Toshié A Story of Village Life in Twentieth-Century Japan (Philip E. Lilienthal Books) by Simon Partner by Simon Partner (no photo)


message 45: by Bentley, Group Founder, Leader, Chief (new)

Bentley | 44291 comments Mod
Kathy wrote: "Karen wrote: "Hi Hana, you might be interested in Tan Twan Eng's book: The Garden of Evening Mists (if you haven't read it yet).Set in Penang, Malaysia. One of the main characters ..."

You are welcome Kathy - hope you enjoy the book


message 46: by Bentley, Group Founder, Leader, Chief (last edited Dec 30, 2014 12:43AM) (new)

Bentley | 44291 comments Mod
Hana wrote: "Sakuteiki: Visions of the Japanese Garden

Sakuteiki Visions of the Japanese Garden by Jiro Takei by Jiro Takei (no photo)

Synopsis:

The Sakuteiki, or "Records of Garden Ma..."


Hana, this sounds like a lovely book especially for folks who love gardening. Thank you so much for your add.


message 47: by Bentley, Group Founder, Leader, Chief (last edited Dec 30, 2014 12:49AM) (new)

Bentley | 44291 comments Mod
Hana wrote: "Hi Karen,

I absolutely loved Garden of the Evening Mists--it's on my personal list for favorite reads from 2014! That's one thing that inspired me to add The Art of the Japanese Garden. Also on a ..."


Hello Hana - we do not allow links to personal reviews - if you would like to post the photos here please do so - we would love to see them. Note that the citations have the book cover, then the author's photo and always the author's link last. If there is no photo of the author - after the author's link - simply add in parentheses - the words (no photo)

Hana's post:

Hi Karen,

I absolutely loved Garden of the Evening Mists--it's on my personal list for favorite reads from 2014! That's one thing that inspired me to add The Art of the Japanese Garden. Also on a trip to Portland I fell in love with the city's magnificent Japanese gardens--the web site is great. Here is the link: https://rp.liu233w.com:443/http/japanesegarden.com

The Garden of Evening Mists  by Twan Eng Tan by Twan Eng Tan Twan Eng Tan

The Art of the Japanese Garden by Michiko Young by Michiko Young (no photo)


message 48: by Bentley, Group Founder, Leader, Chief (new)

Bentley | 44291 comments Mod
Karen wrote: "Hi Hana, you might be interested in Tan Twan Eng's book: The Garden of Evening Mists (if you haven't read it yet).Set in Penang, Malaysia. One of the main characters is a Japanese ..."

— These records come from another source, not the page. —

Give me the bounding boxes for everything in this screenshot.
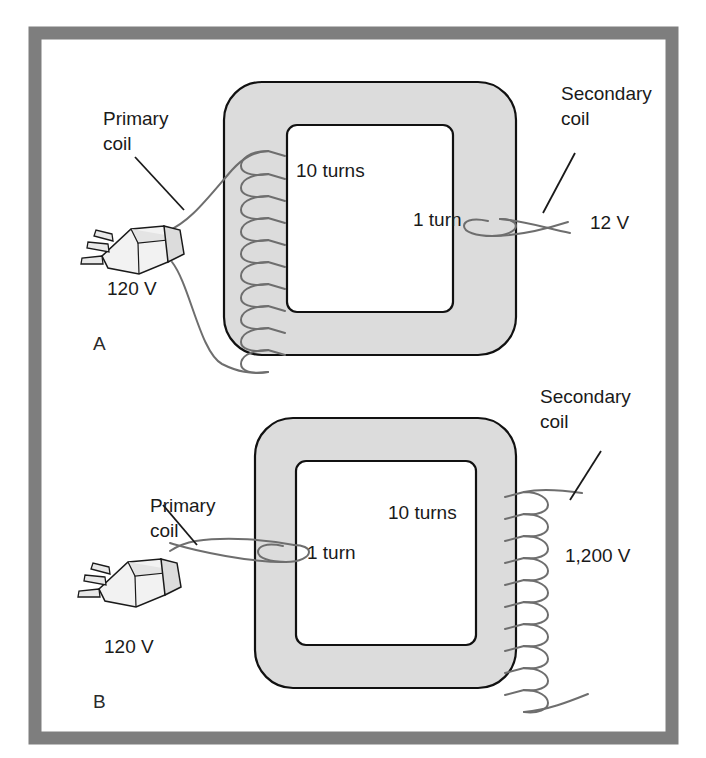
transformer-diagram-figure: Primary coil 10 turns 120 V Secondary co… (0, 0, 706, 758)
primary-coil-label-a-line2: coil (103, 133, 132, 154)
panel-label-b: B (93, 691, 106, 712)
secondary-coil-label-a-line1: Secondary (561, 83, 652, 104)
secondary-turns-label-a: 1 turn (413, 209, 462, 230)
primary-turns-label-b: 1 turn (307, 542, 356, 563)
primary-coil-label-a-line1: Primary (103, 108, 169, 129)
primary-voltage-label-b: 120 V (104, 636, 154, 657)
secondary-turns-label-b: 10 turns (388, 502, 457, 523)
secondary-coil-label-a-line2: coil (561, 108, 590, 129)
secondary-coil-label-b-line2: coil (540, 411, 569, 432)
primary-voltage-label-a: 120 V (107, 278, 157, 299)
secondary-coil-label-b-line1: Secondary (540, 386, 631, 407)
panel-label-a: A (93, 333, 106, 354)
primary-coil-label-b-line2: coil (150, 520, 179, 541)
primary-coil-label-b-line1: Primary (150, 495, 216, 516)
secondary-voltage-label-b: 1,200 V (565, 545, 631, 566)
secondary-voltage-label-a: 12 V (590, 212, 629, 233)
primary-turns-label-a: 10 turns (296, 160, 365, 181)
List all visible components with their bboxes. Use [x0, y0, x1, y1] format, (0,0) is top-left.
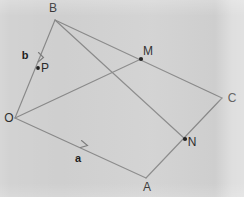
figure-vector-labels: a b — [22, 49, 82, 164]
vertex-label-A: A — [143, 180, 151, 194]
vertex-label-B: B — [49, 1, 57, 15]
edge-O-M — [15, 59, 141, 118]
vector-label-b: b — [22, 49, 29, 61]
figure-point-dots — [36, 57, 187, 141]
vector-geometry-figure: O B C A P M N a b — [0, 0, 244, 197]
vector-a-arrow-tick — [81, 141, 88, 148]
point-label-P: P — [41, 61, 49, 75]
figure-point-labels: P M N — [41, 44, 196, 149]
point-label-M: M — [143, 44, 153, 58]
vertex-label-C: C — [228, 91, 237, 105]
point-dot-P — [36, 66, 40, 70]
edge-C-B — [55, 20, 222, 98]
vector-label-a: a — [75, 152, 82, 164]
figure-vertex-labels: O B C A — [4, 1, 236, 194]
point-label-N: N — [188, 135, 197, 149]
diagram-canvas: O B C A P M N a b — [0, 0, 244, 197]
figure-edges — [15, 20, 222, 178]
edge-B-N — [55, 20, 185, 139]
vertex-label-O: O — [4, 111, 13, 125]
point-dot-N — [183, 137, 187, 141]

Karen - excellent try on the citation - just reverse the order - book cover then by then author's photo and then the author's link but pretty close.


message 49: by Bentley, Group Founder, Leader, Chief (new)

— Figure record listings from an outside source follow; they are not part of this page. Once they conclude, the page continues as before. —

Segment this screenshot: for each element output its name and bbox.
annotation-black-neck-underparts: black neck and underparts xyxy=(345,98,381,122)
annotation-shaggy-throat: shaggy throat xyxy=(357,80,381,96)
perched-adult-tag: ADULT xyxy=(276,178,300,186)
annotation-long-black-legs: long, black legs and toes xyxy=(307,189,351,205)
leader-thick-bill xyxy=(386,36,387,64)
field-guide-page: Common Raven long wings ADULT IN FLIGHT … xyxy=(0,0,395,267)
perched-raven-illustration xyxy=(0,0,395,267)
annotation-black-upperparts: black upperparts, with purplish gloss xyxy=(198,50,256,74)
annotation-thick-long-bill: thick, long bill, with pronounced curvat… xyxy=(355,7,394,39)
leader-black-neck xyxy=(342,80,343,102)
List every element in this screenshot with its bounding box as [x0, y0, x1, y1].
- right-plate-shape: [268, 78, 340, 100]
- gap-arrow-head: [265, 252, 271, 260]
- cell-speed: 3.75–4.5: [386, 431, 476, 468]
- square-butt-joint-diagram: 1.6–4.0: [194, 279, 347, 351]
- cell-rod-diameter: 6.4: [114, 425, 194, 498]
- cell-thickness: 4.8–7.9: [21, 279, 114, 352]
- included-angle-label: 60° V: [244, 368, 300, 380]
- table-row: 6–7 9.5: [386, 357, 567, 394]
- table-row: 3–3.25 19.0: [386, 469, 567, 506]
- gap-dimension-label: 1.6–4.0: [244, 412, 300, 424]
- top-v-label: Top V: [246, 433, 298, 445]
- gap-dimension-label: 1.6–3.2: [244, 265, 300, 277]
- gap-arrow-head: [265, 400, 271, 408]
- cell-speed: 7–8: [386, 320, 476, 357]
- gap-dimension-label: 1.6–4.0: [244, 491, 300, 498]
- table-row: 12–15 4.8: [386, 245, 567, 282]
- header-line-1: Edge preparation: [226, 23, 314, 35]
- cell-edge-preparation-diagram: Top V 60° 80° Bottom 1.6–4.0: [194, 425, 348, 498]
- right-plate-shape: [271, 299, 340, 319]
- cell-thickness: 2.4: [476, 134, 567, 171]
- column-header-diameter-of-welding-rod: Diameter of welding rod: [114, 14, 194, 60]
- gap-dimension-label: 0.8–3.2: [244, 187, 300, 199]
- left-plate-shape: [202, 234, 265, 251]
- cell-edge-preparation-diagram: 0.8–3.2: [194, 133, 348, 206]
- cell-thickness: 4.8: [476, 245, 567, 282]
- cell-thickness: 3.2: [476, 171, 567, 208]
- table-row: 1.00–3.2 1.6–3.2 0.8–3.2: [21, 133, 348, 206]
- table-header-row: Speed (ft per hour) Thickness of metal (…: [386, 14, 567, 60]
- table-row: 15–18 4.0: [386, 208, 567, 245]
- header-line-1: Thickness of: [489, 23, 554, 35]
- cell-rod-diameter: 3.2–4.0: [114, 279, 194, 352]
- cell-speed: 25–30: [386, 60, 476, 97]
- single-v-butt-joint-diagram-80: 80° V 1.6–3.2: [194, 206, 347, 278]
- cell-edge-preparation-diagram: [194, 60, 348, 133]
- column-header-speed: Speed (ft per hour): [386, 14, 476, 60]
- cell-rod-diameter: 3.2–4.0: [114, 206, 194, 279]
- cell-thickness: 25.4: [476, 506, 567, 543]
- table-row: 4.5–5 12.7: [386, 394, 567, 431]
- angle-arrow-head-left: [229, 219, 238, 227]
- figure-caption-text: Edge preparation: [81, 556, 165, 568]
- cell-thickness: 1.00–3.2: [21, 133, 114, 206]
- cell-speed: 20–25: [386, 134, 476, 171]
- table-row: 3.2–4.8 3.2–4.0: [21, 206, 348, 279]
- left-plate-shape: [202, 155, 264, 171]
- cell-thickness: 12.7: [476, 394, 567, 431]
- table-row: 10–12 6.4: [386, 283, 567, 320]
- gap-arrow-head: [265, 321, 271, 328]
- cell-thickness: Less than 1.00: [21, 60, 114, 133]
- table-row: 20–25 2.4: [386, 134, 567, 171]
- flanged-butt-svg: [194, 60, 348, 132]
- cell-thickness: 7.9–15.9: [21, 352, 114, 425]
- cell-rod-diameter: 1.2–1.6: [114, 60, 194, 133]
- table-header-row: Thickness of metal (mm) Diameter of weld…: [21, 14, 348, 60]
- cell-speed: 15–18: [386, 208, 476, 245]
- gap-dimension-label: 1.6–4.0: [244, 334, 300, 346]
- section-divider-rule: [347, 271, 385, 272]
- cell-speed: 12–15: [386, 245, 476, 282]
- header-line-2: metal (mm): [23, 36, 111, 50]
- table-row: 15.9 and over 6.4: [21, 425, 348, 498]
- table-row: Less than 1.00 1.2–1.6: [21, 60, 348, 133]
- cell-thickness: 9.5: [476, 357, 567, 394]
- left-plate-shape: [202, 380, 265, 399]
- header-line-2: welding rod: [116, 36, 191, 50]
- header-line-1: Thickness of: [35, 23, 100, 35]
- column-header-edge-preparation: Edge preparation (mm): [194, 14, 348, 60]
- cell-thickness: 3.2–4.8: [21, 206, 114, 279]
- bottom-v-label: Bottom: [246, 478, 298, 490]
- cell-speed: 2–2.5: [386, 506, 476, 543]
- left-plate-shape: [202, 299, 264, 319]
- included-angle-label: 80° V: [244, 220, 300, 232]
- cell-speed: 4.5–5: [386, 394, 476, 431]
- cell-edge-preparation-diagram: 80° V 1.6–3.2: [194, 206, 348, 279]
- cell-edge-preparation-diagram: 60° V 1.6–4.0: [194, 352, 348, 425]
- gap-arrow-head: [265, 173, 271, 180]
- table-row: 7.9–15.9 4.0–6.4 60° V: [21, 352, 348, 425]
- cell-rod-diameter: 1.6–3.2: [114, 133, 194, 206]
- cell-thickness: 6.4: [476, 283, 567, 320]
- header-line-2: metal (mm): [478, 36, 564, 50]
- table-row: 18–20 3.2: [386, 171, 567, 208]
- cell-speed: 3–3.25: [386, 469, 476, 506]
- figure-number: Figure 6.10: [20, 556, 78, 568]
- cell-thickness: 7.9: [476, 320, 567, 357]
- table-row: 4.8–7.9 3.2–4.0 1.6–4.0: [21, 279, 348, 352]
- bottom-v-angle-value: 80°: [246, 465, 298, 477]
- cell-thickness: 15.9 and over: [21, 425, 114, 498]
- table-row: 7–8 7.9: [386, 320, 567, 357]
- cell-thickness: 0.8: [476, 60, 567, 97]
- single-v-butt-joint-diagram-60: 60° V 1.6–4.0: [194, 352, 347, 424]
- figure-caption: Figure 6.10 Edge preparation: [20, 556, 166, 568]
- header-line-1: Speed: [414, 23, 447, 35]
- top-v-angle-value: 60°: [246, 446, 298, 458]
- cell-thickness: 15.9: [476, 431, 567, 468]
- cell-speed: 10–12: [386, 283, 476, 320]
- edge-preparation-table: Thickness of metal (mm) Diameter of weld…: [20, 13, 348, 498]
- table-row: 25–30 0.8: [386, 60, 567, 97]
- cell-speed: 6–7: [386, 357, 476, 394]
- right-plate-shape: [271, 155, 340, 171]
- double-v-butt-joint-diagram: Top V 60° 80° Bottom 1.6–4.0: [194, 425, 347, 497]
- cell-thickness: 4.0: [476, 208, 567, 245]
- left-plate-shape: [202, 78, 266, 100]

Bentley | 44291 comments Mod
Hana wrote: "The Art of the Japanese Garden

The Art of the Japanese Garden by Michiko Young by Michiko Young and David Young (no photos)

Synopsis:

Japanese gardens are rooted ..."


Thank you Hana.


message 50: by Bentley, Group Founder, Leader, Chief (new)

Bentley | 44291 comments Mod
Hana wrote: "The Art and Architecture of Japan

For all that is terrible about Japanese history, there is also a wonderful beauty to the land--and Japanese artists and architects have always celebrated that bea..."


Hana - you have added so many wonderful books - thank you.